Shareholders had long since exhausted the company's coffee and biscuits and headed home, but they would have turned on the news when they got back. It was too late to make the usual announcement to the Stock Exchange but hurried mobile phone calls soon spread the news among investors and union campaigners who had combined to deal a blow against boardroom greed. Derek Simpson, joint general secretary at the Amicus union, was jubilant, declaring "a new era of corporate accountability".

This was probably the first time there has been a sense of genuine excitement at the outcome of a vote at an annual shareholder meeting. Normally those who attend know that, with depressing regulatory, the institutional shareholders will have delivered sackfuls of positive proxy votes in favour of the board the weekend before. Not so yesterday.

The meeting had been billed as the big showdown of the annual season of shareholder meetings ­ everyone had their soundbites ready. "Jean-Pierre Garnier, the chief executive, isn't a fat cat, he's something else. He's a cat burglar, robbing us blind,'' said Tony Hayes, a member of Amicus made redundant by GlaxoSmithKline after 32 years' service.

John Cruickshank asked if a golden parachute was really the right metaphor for these sorts of potentially enormous payments for failure. "If you leap off the gravy train what would you use?'' One shareholder even had a bag of peanuts to taunt Mr Garnier over a remark he once made about getting monkeys. The board's critics generated warm applause from the 900-strong audience.

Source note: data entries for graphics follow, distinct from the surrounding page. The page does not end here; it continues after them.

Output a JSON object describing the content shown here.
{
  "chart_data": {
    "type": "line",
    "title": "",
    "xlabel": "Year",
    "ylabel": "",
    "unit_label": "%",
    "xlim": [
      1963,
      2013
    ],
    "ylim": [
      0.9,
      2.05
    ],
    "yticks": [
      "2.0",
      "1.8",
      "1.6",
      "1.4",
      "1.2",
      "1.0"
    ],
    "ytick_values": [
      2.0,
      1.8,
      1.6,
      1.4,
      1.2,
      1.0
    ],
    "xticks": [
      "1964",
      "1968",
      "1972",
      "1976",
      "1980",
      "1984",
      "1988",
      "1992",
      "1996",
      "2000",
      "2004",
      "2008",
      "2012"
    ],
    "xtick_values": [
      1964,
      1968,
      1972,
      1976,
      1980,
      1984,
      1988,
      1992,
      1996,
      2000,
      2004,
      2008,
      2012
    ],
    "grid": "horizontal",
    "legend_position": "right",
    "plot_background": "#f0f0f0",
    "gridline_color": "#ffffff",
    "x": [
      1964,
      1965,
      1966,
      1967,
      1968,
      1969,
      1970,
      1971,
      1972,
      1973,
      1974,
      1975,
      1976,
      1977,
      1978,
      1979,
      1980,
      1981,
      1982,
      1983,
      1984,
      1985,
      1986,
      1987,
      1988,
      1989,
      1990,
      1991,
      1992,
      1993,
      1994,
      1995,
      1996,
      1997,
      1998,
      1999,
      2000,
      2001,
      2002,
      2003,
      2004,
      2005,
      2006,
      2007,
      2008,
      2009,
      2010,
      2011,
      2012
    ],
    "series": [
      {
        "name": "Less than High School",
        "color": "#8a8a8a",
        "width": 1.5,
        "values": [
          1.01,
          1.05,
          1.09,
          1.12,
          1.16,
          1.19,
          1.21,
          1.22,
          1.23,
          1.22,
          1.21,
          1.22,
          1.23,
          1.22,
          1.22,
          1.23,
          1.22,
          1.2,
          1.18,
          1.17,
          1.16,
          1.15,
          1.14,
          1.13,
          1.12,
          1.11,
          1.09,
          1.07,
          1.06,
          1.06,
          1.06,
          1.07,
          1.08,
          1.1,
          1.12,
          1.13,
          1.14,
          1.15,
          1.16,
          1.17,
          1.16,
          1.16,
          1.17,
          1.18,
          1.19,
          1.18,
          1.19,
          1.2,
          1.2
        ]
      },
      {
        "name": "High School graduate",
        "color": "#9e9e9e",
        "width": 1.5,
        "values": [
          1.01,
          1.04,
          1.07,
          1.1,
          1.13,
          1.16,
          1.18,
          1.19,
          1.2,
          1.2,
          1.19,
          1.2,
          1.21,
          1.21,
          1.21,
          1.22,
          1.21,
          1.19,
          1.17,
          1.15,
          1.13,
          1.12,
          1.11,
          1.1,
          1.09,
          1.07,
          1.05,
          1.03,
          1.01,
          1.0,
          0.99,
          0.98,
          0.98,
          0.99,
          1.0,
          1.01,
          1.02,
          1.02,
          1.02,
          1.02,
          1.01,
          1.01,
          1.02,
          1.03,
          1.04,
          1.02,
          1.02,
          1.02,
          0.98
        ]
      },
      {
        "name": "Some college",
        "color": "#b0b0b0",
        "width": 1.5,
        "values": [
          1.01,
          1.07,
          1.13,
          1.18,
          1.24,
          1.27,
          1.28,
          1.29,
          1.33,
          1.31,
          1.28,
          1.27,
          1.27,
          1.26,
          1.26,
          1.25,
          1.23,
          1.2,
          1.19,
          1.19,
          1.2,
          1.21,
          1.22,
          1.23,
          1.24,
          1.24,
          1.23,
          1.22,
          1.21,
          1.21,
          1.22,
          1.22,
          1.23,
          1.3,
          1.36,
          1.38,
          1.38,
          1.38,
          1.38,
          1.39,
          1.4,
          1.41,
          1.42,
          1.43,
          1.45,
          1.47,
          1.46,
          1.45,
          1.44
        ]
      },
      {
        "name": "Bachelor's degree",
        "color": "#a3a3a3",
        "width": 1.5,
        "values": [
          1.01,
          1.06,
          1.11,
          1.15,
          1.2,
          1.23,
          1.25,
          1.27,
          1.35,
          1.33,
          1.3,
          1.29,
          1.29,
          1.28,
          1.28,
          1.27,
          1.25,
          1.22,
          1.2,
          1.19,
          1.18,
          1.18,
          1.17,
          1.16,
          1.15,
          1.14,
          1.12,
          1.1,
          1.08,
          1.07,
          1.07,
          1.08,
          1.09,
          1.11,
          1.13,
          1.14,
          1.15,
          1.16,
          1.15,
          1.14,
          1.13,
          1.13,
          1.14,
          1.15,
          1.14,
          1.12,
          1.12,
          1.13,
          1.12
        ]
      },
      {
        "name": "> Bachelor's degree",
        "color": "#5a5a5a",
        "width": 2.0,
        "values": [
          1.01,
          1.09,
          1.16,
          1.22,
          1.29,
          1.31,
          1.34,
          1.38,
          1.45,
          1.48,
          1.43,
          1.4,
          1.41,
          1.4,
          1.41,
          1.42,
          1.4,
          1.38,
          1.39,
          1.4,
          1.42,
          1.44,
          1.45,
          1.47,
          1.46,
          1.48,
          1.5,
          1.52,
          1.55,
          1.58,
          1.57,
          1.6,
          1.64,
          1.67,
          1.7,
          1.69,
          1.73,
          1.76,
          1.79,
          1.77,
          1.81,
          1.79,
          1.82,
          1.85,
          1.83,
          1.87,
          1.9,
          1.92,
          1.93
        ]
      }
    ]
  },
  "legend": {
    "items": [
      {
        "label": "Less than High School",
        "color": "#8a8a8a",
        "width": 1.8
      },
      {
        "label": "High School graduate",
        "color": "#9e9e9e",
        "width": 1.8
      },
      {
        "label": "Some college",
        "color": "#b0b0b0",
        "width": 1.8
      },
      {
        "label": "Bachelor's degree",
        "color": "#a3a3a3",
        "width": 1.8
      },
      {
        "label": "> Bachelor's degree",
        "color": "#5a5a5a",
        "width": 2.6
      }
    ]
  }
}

In the end, Jean-Pierre Garnier, the chief executive, suffered his second humiliation at the hands of shareholders in barely six months. In November, the City's fund managers had, behind-the-scenes, told GSK that they would not support a plan to double Mr Garnier's pay to £12m. Yesterday's defeat ­ by 49.3 per cent to 50.7 per cent, with a large number of abstentions ­ was a more public slap, with institutions such as Standard Life and Axa coming out publicly against the massive potential reward for failure.

Sir Christopher Hogg, GSK's chairman, knew the tone to strike was one of contrition. He would have been "blind and deaf'' not to have registered shareholders' concern, he told the meeting. And in defeat, he said: "There are elements of our senior level remuneration package which do not accord with what is regarded as best practice by some shareholders. That is something that the board is aware of."

No heads will roll in the short term, but the City has put a big question mark over Sir Christopher's chairmanship.

Mr Garnier declared himself "flexible" on pay, but still put a robust case in favour of pay packages that compare with those on offer in the US. And he faced down many shareholders' grumbles that he has chosen to stay in Philadelphia rather than live near GSK's headquarters, west of London.

"The chief executive resides in the US but I spend so few days at home that the dog is barking at me when I come home," Mr Garnier said. "The reason it is important for key executives to reside in the US is new technology started in the US and the US market is 60 per cent of our business."

A shareholder replied: "This is a British company. If you want a US package you know what to do."